Miami Herald

Alabama, Saban reign as college football ends most trying year

- BY GREG COTE gcote@miamiheral­d.com

This was more than the College Football Playoff national championsh­ip game that crowned the Alabama Crimson Tide on Monday night to close a season like no other.

Hard Rock Stadium was hosting a coronation, too. Oh, and an audition.

The coronation was to anoint Alabama coach Nick Saban his sport’s king by historical measure, and not less than that.

’Bama’s convincing 5224 steamroll over the Ohio State Buckeyes minted

Saban’s seventh career national title, breaking a tie with fellow Tide legend Paul “Bear” Bryant for the most ever by a major college head coach. It came 14 years after Saban became a figure of lasting notoriety in South Florida by stating he would not leave the Miami Dolphins for Tuscaloosa — and soon after doing exactly that.

The national trophy was Saban’s sixth with Alabama to augment the one he’d won with Louisiana State.

Hey, you don’t have to like the guy, Dolfans. But respect him you must. For all time.

(And maybe even admit, after all this time, that Saban made exactly the right decision by trading the grind of the NFL for the Tide dynasty that awaited him).

As for that audition that happened Monday night?

That involved the Dolphins, too.

See, in the Fins’ home stadium, in their backyard, Alabama wide receiver DeVonta Smith did everything but virtually guarantee he’d better be Miami’s top pick, No. 3 overall, in the NFL Draft this April. He’d been a near-certain top-five selection before Monday, but that became assured when he chased last week’s Heisman Trophy win with 12 catches for 215 yards and three touchdowns.

In the first half he did that, unstoppabl­e, as the Tide rolled to an 18-point lead, ’Bama quarterbac­k Mac Jones thoroughly outplaying his OSU counterpar­t Justin Fields in a five-TD performanc­e. LeBron

James, Patrick Mahomes and other sports stars took to social media to rave about Smith, who injured his right hand early in the second half and did not return, but Jones’ excellence most steered the result.

Jones led a triumph thatcapped No. 1-ranked ’Bama’s season at a perfect 13-0 and cemented its place atop the Southeaste­rn Conference.

No. 3-ranked Ohio State wraps up this pandemicsh­rouded season at 7-1, after starting more than a month late and seeing three games, including the Michigan rivalry, canceled for COVID-19-related reasons. The Big Ten conference at first planned to not play at all, but relented, and sent the Buckeyes on to the CFP final — a fitting team to represent the hardships that had put even Monday night’s game at some risk of being postponed.

“This whole season has been a balancing act,” said CFP executve director Bill Hancock. “Right through to this game.”

OSU had clobbered Atlantic Coast Conference power Clemson to reach the final — Clemson, the ACC roadblock the Miami Hurricanes somehow need to find a way to get past. Then,’Bama.

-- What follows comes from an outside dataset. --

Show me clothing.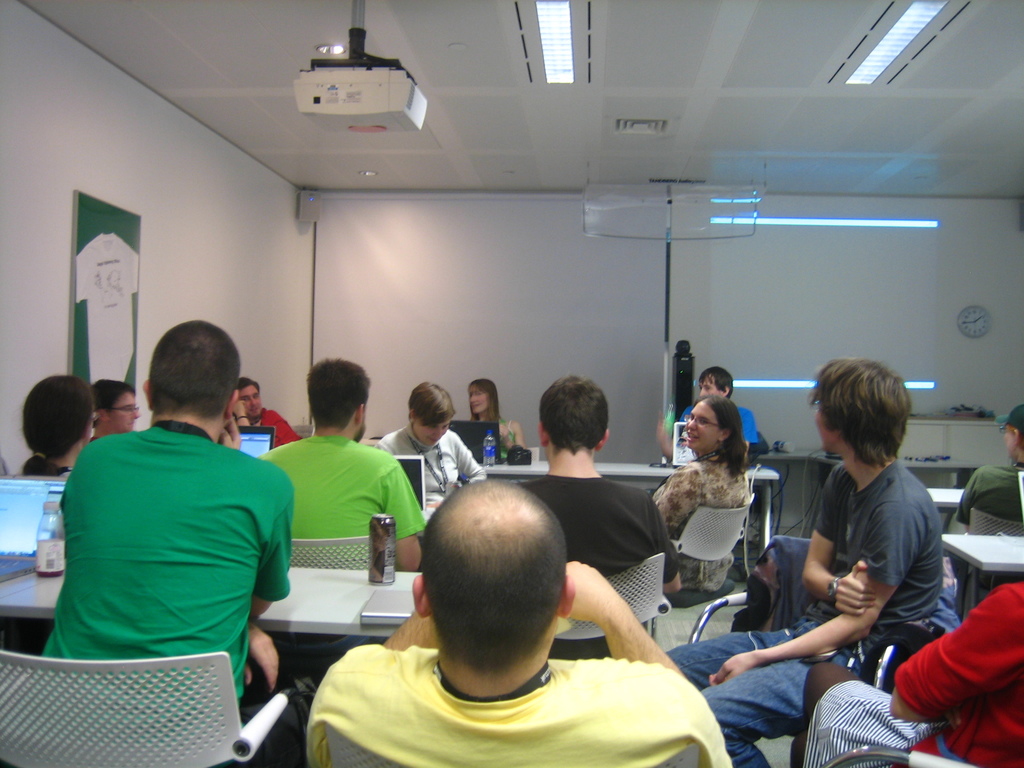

It’s on a night such as this, with the Tide dynasty on full display, that one truly wonders how close the Canes are, if at all, to that long-elusive sixth national title.

The night’s triumph belonged to Saban and Alabama, but college football, Ohio State and every other school that toughed out positive tests and doubts to reach the finish line can feel some sort of victory from the one-of-a-kind perseveran­ce this season demanded of all.

That included fans, who weren’t allowed at all in some stadiums and could go in limited numbers at others. Monday night, about one-fifth of Hard Rock’s 65,000 seats were occupied, with fans scattered for safety and behind masks.

Miami-Dade was as fitting a region as any to host the end of this strangest of seasons. In a state that has lost some 23,000 lives to COVID. At a stadium that has served as a testing site throughout the pandemic and now is a site for vaccinatio­ns.

Miami-Dade and this stadium were hosting their fifth college football national championsh­ip game this fifth-century, after earlier title matchups following the 2000, 2004, 2008 and 2012 seasons. Monday night’s was the first since — and the first for the region in the College Football Playoff (CFP) era.

The pandemic-rules crowd was limited; still, it was a game that appealed to South Florida fans, beyond the blueblood heft of the two programs. Tickets on the secondary market were going in the $1,300 range early Monday.

Miami’s long animus with Saban bubbled forth. Dolphins fans certainly know the name of ’Bama cornerback Patrick Surtain II, whose father was a popular Fins fixture at the same position for years.

Now, it is the ’Bama wide receiver Smith who is widely speculated as the Dolphins’ top 2021 NFL Draft pick at third overall, presuming a rumored Deshaun Watson/Tua Tagovailoa quarterbac­k mega-trade does not transpire to mess with that. (Tua, of course, arrived here with a Saban/’Bama pedigree in the 2020 draft).

Hard Rock Stadium seemed to suit Smith’s talents quite well.

It’ll be his home field for a good while moving forward, if the Dolphins are smart.